The attack on progressivity has been going on for several years. It was not so long ago that the top bracket in the personal income tax was 85 per cent. Then it was reduced to 50 per cent on “earned income.” Then to 50 per cent on all income, except for capital gains, which were taxed up to 35 per cent. Then capital gains were dropped back to 20 per cent. And now the top rate is 28 per cent across the board, with a complicated proviso that need not be of concern to you unless your taxable income exceeds $200,000. (The proviso, allowing for certain deductions at the lowest rather than at the highest rate, was one of the few good ideas of the original Bradley-Gephardt proposal. See “A Cautionary Tale of Tax Reform,” NL, January 27,1984.)
HOPE OF CHANGING the tax law’s rate of progressivity was abandoned by everyone who entered the Congressional conference rooms. It was insisted from the start-by Bradley-Gephardt in 1983 as well as by Reagan- Regan in 1986- that a reformed tax law would be revenue neutral. This shibboleth meant not merely that the total revenue raised under the new law would be the same as that under the old, but also that the various quintiles of income recipients would pay the same proportions of the total tax under both laws. An exception was that certain of the poorest of the poor, who had been added to the rolls in the reactionary surge of 1981-82, would now be dropped again.
The new law is certainly better than the old in that whatever is unreasonable or unjust in it is plainly stated rather than shoddily sheltered. But that is not to say it is more reasonable or just. It may, in fact, lead to greater injustice. It is probable that throughout the corporate world executives will demonstrate an increased eagerness for high salaries because they will be able to keep a higher proportion of them. It is probable, too, that the kind of investment banking that leads to raids and takeovers and greenmail will be stimulated, and that so will the securities and commodities and futures markets. It is even probable that the changes in the corporation tax will encourage many companies to increase executive perks, on the ground that the tax collector would get the money if it weren’t spent on limousines and Lear jets.
It will be noticed that the foregoing probabilities are to some degree contradictory. It is something of a paradox that lower personal and higher corporate taxes can be expected to result in both higher executive salaries and perks as well as higher winnings from speculating in the securities of the companies whose earnings are reduced by paying the salaries and perks.
This can happen all at once through an accentuation of the polarization of the American economy.
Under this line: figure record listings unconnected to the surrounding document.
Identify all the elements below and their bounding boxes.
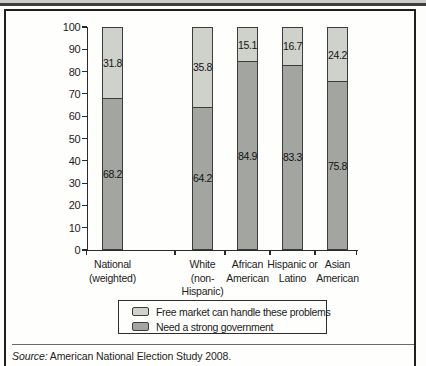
- chart-legend: Free market can handle these problems Ne…: [118, 300, 327, 334]
- legend-swatch-strong-government: [132, 322, 149, 331]
- figure-page: 010203040506070809010031.868.2National (…: [0, 0, 426, 366]
- source-divider-rule: [12, 344, 414, 345]
- legend-item-free-market: Free market can handle these problems: [132, 305, 326, 318]
- legend-label-free-market: Free market can handle these problems: [156, 306, 331, 318]
- legend-item-strong-government: Need a strong government: [132, 320, 326, 333]
- source-text: American National Election Study 2008.: [48, 350, 231, 362]
- legend-label-strong-government: Need a strong government: [156, 321, 273, 333]
- legend-swatch-free-market: [132, 307, 149, 316]
- source-line: Source: American National Election Study…: [12, 350, 412, 362]
- top-accent-strip-dark: [0, 3, 426, 6]
- source-prefix: Source:: [12, 350, 48, 362]
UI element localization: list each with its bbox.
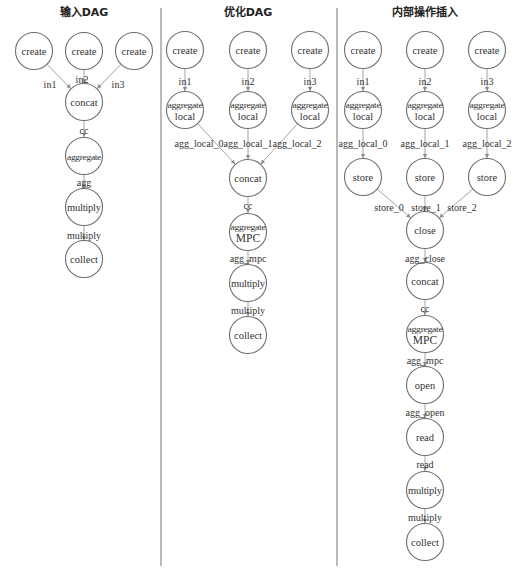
node-collect[interactable]: collect [407,524,444,561]
panel-title-input-dag: 输入DAG [60,5,109,19]
edge-label: store_1 [411,202,440,213]
node-circle [469,92,506,129]
node-label: concat [411,276,438,287]
edge-label: multiply [231,305,265,316]
node-label: collect [234,330,262,341]
edge-label: agg [77,177,91,188]
edge-label: in2 [242,76,255,87]
node-create[interactable]: create [345,32,382,69]
node-multiply[interactable]: multiply [407,472,444,509]
arrowhead-icon [423,87,427,91]
node-label-line2: local [415,111,435,122]
node-label: collect [411,537,439,548]
dag-comparison-diagram: 输入DAG 优化DAG 内部操作插入 createcreatecreatecon… [0,0,524,575]
edge-label: agg_local_0 [175,138,224,149]
node-label-line1: aggregate [231,223,267,232]
node-create[interactable]: create [469,32,506,69]
diagram-canvas: 输入DAG 优化DAG 内部操作插入 createcreatecreatecon… [0,0,524,575]
edge-label: cc [80,125,89,136]
arrowhead-icon [308,87,312,91]
node-label: multiply [231,278,266,289]
edge-label: store_2 [447,202,476,213]
edge-label: agg_local_2 [463,138,512,149]
node-label: store [415,172,436,183]
node-label: multiply [408,485,443,496]
node-label: close [414,225,436,236]
node-create[interactable]: create [16,33,53,70]
node-concat[interactable]: concat [230,160,267,197]
node-multiply[interactable]: multiply [66,189,103,226]
nodes-layer: createcreatecreateconcataggregatemultipl… [16,32,506,561]
node-label-line2: local [477,111,497,122]
node-label: concat [70,97,97,108]
edge-label: in1 [44,79,57,90]
node-aggregate-local[interactable]: aggregatelocal [167,92,204,129]
node-label-line1: aggregate [408,101,444,110]
node-multiply[interactable]: multiply [230,265,267,302]
node-aggregate-local[interactable]: aggregatelocal [407,92,444,129]
edge-label: agg_mpc [407,355,444,366]
node-label: create [297,45,322,56]
node-concat[interactable]: concat [66,84,103,121]
node-open[interactable]: open [407,367,444,404]
edge-labels-layer: in1in2in3ccaggmultiplyin1in2in3agg_local… [44,74,512,523]
node-aggregate-local[interactable]: aggregatelocal [292,92,329,129]
node-collect[interactable]: collect [230,317,267,354]
node-store[interactable]: store [407,159,444,196]
edge-label: read [416,459,433,470]
node-close[interactable]: close [407,212,444,249]
arrowhead-icon [183,87,187,91]
node-store[interactable]: store [345,159,382,196]
node-label-line1: aggregate [231,101,267,110]
node-create[interactable]: create [407,32,444,69]
arrowhead-icon [485,87,489,91]
edge-label: agg_close [405,253,446,264]
node-store[interactable]: store [469,159,506,196]
node-label: multiply [67,202,102,213]
node-aggregate-local[interactable]: aggregatelocal [230,92,267,129]
edge-label: store_0 [374,202,403,213]
node-aggregate-mpc[interactable]: aggregateMPC [407,316,444,353]
node-label: create [412,45,437,56]
node-circle [230,92,267,129]
node-label: create [350,45,375,56]
node-label-line1: aggregate [168,101,204,110]
edge-label: in2 [76,74,89,85]
node-circle [407,92,444,129]
node-create[interactable]: create [66,33,103,70]
edge-label: agg_mpc [230,253,267,264]
node-aggregate-local[interactable]: aggregatelocal [345,92,382,129]
node-create[interactable]: create [230,32,267,69]
node-label: store [477,172,498,183]
panel-titles: 输入DAG 优化DAG 内部操作插入 [60,5,458,19]
panel-title-optimized-dag: 优化DAG [224,5,273,19]
node-label: create [172,45,197,56]
node-label: aggregate [67,153,102,162]
node-aggregate-local[interactable]: aggregatelocal [469,92,506,129]
node-label-line1: aggregate [470,101,506,110]
node-label-line1: aggregate [346,101,382,110]
node-aggregate-mpc[interactable]: aggregateMPC [230,214,267,251]
arrowhead-icon [485,154,489,158]
node-label-line2: local [353,111,373,122]
node-create[interactable]: create [116,33,153,70]
node-label-line1: aggregate [408,325,444,334]
panel-title-internal-ops: 内部操作插入 [392,5,458,19]
node-create[interactable]: create [292,32,329,69]
node-label: collect [70,254,98,265]
node-circle [292,92,329,129]
node-collect[interactable]: collect [66,241,103,278]
edge-label: in1 [179,76,192,87]
edge-label: multiply [67,230,101,241]
node-label-line2: MPC [236,232,261,244]
node-label-line1: aggregate [293,101,329,110]
arrowhead-icon [246,155,250,159]
node-read[interactable]: read [407,419,444,456]
node-label: open [415,380,436,391]
node-create[interactable]: create [167,32,204,69]
edge-label: in3 [304,76,317,87]
edge-label: agg_local_1 [224,138,273,149]
node-concat[interactable]: concat [407,263,444,300]
node-aggregate[interactable]: aggregate [66,138,103,175]
arrowhead-icon [361,154,365,158]
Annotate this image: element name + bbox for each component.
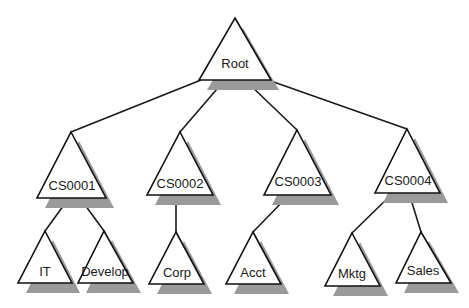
node-root[interactable]: Root: [199, 18, 279, 90]
node-cs0003[interactable]: CS0003: [264, 130, 339, 205]
node-label: Corp: [163, 265, 191, 280]
node-sales[interactable]: Sales: [396, 232, 459, 293]
node-mktg[interactable]: Mktg: [325, 233, 388, 296]
node-label: CS0001: [49, 178, 96, 193]
node-develop[interactable]: Develop: [78, 231, 141, 293]
node-label: Root: [221, 56, 249, 71]
node-label: CS0002: [157, 176, 204, 191]
node-corp[interactable]: Corp: [149, 232, 212, 294]
node-cs0004[interactable]: CS0004: [375, 129, 448, 203]
node-label: Mktg: [338, 266, 366, 281]
tree-diagram: Root CS0001 CS0002 CS0003 CS0004 IT Deve…: [0, 0, 469, 308]
node-label: Sales: [407, 263, 440, 278]
node-cs0001[interactable]: CS0001: [37, 132, 114, 208]
node-label: CS0003: [275, 174, 322, 189]
edge-root-cs0001: [71, 80, 201, 132]
node-label: Develop: [81, 264, 129, 279]
node-label: Acct: [240, 265, 266, 280]
node-acct[interactable]: Acct: [226, 232, 289, 294]
node-label: IT: [39, 264, 51, 279]
node-cs0002[interactable]: CS0002: [147, 132, 221, 205]
node-label: CS0004: [385, 173, 432, 188]
node-it[interactable]: IT: [18, 231, 80, 293]
edges: [45, 80, 421, 233]
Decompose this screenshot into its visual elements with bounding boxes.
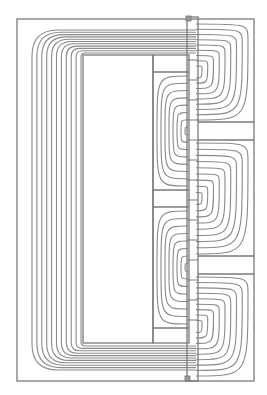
flux-plot-svg — [0, 0, 267, 395]
bottom-marker — [185, 376, 190, 381]
flux-line-outer — [37, 32, 196, 367]
flux-line-right — [196, 66, 202, 78]
flux-line-right — [196, 299, 225, 355]
flux-line-outer — [71, 48, 196, 350]
flux-plot-canvas — [0, 0, 267, 395]
flux-line-outer — [47, 37, 196, 363]
geometry-outlines — [17, 17, 254, 381]
gap-markers — [185, 16, 191, 381]
flux-line-right — [196, 321, 202, 333]
flux-line-right — [196, 168, 225, 230]
flux-line-right — [196, 24, 248, 120]
flux-line-outer — [76, 51, 196, 349]
flux-line-right — [196, 193, 202, 205]
flux-line-right — [196, 277, 248, 376]
flux-line-outer — [52, 39, 196, 360]
flux-line-right — [196, 45, 225, 99]
flux-lines — [32, 24, 248, 376]
core-window — [83, 55, 153, 343]
top-marker — [186, 16, 191, 21]
flux-line-outer — [66, 46, 196, 353]
flux-line-right — [196, 143, 248, 254]
flux-line-outer — [57, 42, 197, 359]
outer-boundary — [17, 19, 254, 381]
flux-line-outer — [81, 53, 196, 346]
The rich can become richer by keeping the poor in their place and by pushing more of the middle class down to join them. The trend can continue for a damnably long time without arousing much political reaction. The possibility of an economic reaction is more immediate. As Jean Baptiste Say, in one of his acuter moments, wrote, “There is nothing to be got by dealing with people who have nothing to pay.”
Our economy is bad because our morale is bad. For too many years, greed has been admired in high places and doing good has been sneered at. A steeply progressive income tax would be a sign of a shift in morale-which would be far more important than whatever increased revenue might be raised, and vastly more important than the size of the deficit.
The New Leader
[1] Readers with a bent for trivia may recall that one of the targets of Major Kong’s B-52 in the movie “Dr. Strangelove” was Laputa. According to IMDb, “Major Kong’s plane’s primary target, is an ICBM complex at Laputa. In Jonathan Swift‘s 1726 novel ‘Gulliver’s Travels’, Laputa is a place inhabited by caricatures of scientific researchers.”